(The Controversial figure Rob Bell has created another firestorm with his latest provocative book What We Talk About When We Talk About God. Raven Foundation Education Director, Adam Ericksen and Tripp Hudgins will share our thoughts on the book in this blogalogue. We invite you to join the discussion by leaving a comment.)
Sadly, this is our last post on Rob’s book What We Talk About When We Talk About God. As Tripp Hudgins stated, my previous post was a lengthy missive, and yet I feel like we have just scratched the surface of this book. I promise to make this concluding post shorter, but I’m tempted to inflict upon you the longest post ever! because there is so much in these final 30 pages.
I noticed that we haven’t made a list yet, and every blogalogue needs a list! So, to keep this from becoming the longest post ever!, I offer you the top 3 reason that Rob Bell matters.
JERUSALEM — The ultra-Orthodox rabbi in charge of the sacred Western Wall assured a government emissary on Thursday that Jewish women will not be arrested if they try to recite the mourner’s prayer at the holy site, despite a warning from Israeli police.
Tensions have grown between traditional Jews and reform-minded women over prayers at the Western Wall, which contains the remains of the Temple that was destroyed nearly 2,000 years ago.
Prime Minister Benjamin Netanyahu has tapped Natan Sharansky, chairman of the Jewish Agency, with defusing the conflict and ensuring “that every Jew in the world can pray in the manner that they are accustomed to at Judaism’s most important national and religious site,” according to a statement issued by the Jewish Agency.
Does violence rule our species? The barrage of international conflicts now in the headlines seems to suggest that violence may be the one language we have in common.
Though we all speak it fluently, very few of us learned it in school. We didn’t have to study its “vocabulary” and “grammar rules” – no, it was much easier than that. Humans pick violence up by immersion and so we are all native speakers. From Syria to Korea to Pakistan to Iraq to the U.S., the language of violence is so natural to us that we couldn’t recite one of its “grammar rules."
Sadly, ignorance of language rules does not diminish fluency. The odd thing is that if we stopped to learn the rules governing our fluency in violence, it would actually make us less fluent. Why? Because the rules of violence reveal an unpleasant reality: We don’t use violence; violence uses us.
As Christians around the world gathered for Good Friday and Resurrection Sunday celebrations last weekend, I have reflected a great deal about the connection between the suffering and passion of Christ and the plight of the undocumented in our nation.
This past year, an amazing surge of activity and concern has emerged among believers in general, and evangelicals in particular focused on passing a new immigration policy in our country. This development is quite a surprise and change. In fact, 10 years ago it was almost impossible to find a recognized evangelical leader who was knowledgeable about immigration, let alone one who was willing to speak out on this issue.
At the core of why evangelicals have made such a dramatic change of heart is the reading of Scripture. While it is impossible to ignore that there are 92 references in Scripture where the word, 'ger' is used, speaking about the stranger in our land and our treatment of these individuals, it is not one single verse but the entire revelation of Scripture that points us towards our responsibility to love the most vulnerable people in our society.
Jimmy Carter offered an open letter a few years ago explaining why he divorced himself from the Southern Baptist Convention after six decades as a deacon and Sunday School teacher. Basically, he contended that the SBC continued to legislate gender inequity from the top-down, cherry picking select verses to serve a desired patriarchal end, to which Carter responds:
It was, however, an unavoidable decision when the convention’s leaders, quoting a few carefully selected Bible verses and claiming that Eve was created second to Adam and was responsible for original sin, ordained that women must be “subservient” to their husbands and prohibited from serving as deacons, pastors or chaplains in the military service.
It’s easy, in the daily course of events, to forget how pervasive such judgments against the equality of women really are, especially as we have examples of powerful women in political office and business. But just as having a black President doesn’t solve racial inequities, neither do a handful of high-profile women indicate there isn’t an ongoing struggle for parity among millions of other women without such power.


Restate the full listing word for word and leave the pictures out.

"""

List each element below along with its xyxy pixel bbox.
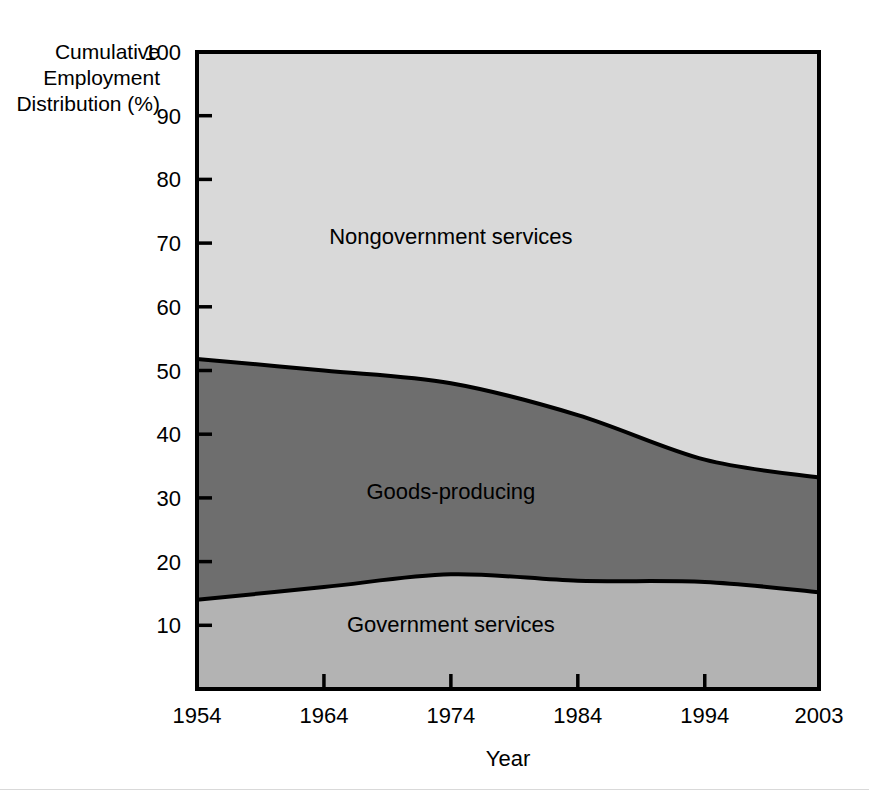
y-tick-label: 70 [157, 231, 181, 256]
x-tick-label: 1984 [553, 703, 602, 728]
x-tick-label: 1954 [173, 703, 222, 728]
chart-figure: 102030405060708090100 195419641974198419… [0, 0, 869, 802]
series-label-goods-producing: Goods-producing [366, 479, 535, 504]
y-tick-label: 30 [157, 486, 181, 511]
y-axis-label-line-1: Cumulative [55, 40, 160, 63]
y-tick-label: 40 [157, 422, 181, 447]
y-tick-label: 90 [157, 104, 181, 129]
y-axis-label-line-3: Distribution (%) [16, 92, 160, 115]
y-tick-label: 20 [157, 550, 181, 575]
y-axis-label-line-2: Employment [43, 66, 160, 89]
x-axis-label: Year [486, 746, 530, 771]
area-bands-group [197, 52, 819, 689]
stacked-area-chart: 102030405060708090100 195419641974198419… [0, 0, 869, 802]
y-tick-label: 80 [157, 167, 181, 192]
x-tick-label: 1994 [680, 703, 729, 728]
page-footer-rule [0, 789, 869, 790]
x-tick-label: 2003 [795, 703, 844, 728]
series-label-nongovernment-services: Nongovernment services [329, 224, 572, 249]
x-tick-label: 1964 [299, 703, 348, 728]
y-tick-label: 60 [157, 295, 181, 320]
series-label-government-services: Government services [347, 612, 555, 637]
y-tick-label: 10 [157, 613, 181, 638]
y-tick-label: 50 [157, 359, 181, 384]
x-tick-label: 1974 [426, 703, 475, 728]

"""

SOLUTION FOR THIS TASK>
List each element below along with its xyxy pixel bbox.
y-tick-label: 70 [157, 231, 181, 256]
x-tick-label: 1984 [553, 703, 602, 728]
x-tick-label: 1954 [173, 703, 222, 728]
chart-figure: 102030405060708090100 195419641974198419… [0, 0, 869, 802]
series-label-goods-producing: Goods-producing [366, 479, 535, 504]
y-tick-label: 30 [157, 486, 181, 511]
y-axis-label-line-1: Cumulative [55, 40, 160, 63]
y-tick-label: 40 [157, 422, 181, 447]
y-tick-label: 90 [157, 104, 181, 129]
y-axis-label-line-3: Distribution (%) [16, 92, 160, 115]
y-tick-label: 20 [157, 550, 181, 575]
y-axis-label-line-2: Employment [43, 66, 160, 89]
x-axis-label: Year [486, 746, 530, 771]
area-bands-group [197, 52, 819, 689]
stacked-area-chart: 102030405060708090100 195419641974198419… [0, 0, 869, 802]
y-tick-label: 80 [157, 167, 181, 192]
x-tick-label: 1994 [680, 703, 729, 728]
page-footer-rule [0, 789, 869, 790]
x-tick-label: 2003 [795, 703, 844, 728]
series-label-nongovernment-services: Nongovernment services [329, 224, 572, 249]
x-tick-label: 1964 [299, 703, 348, 728]
y-tick-label: 60 [157, 295, 181, 320]
series-label-government-services: Government services [347, 612, 555, 637]
y-tick-label: 10 [157, 613, 181, 638]
y-tick-label: 50 [157, 359, 181, 384]
x-tick-label: 1974 [426, 703, 475, 728]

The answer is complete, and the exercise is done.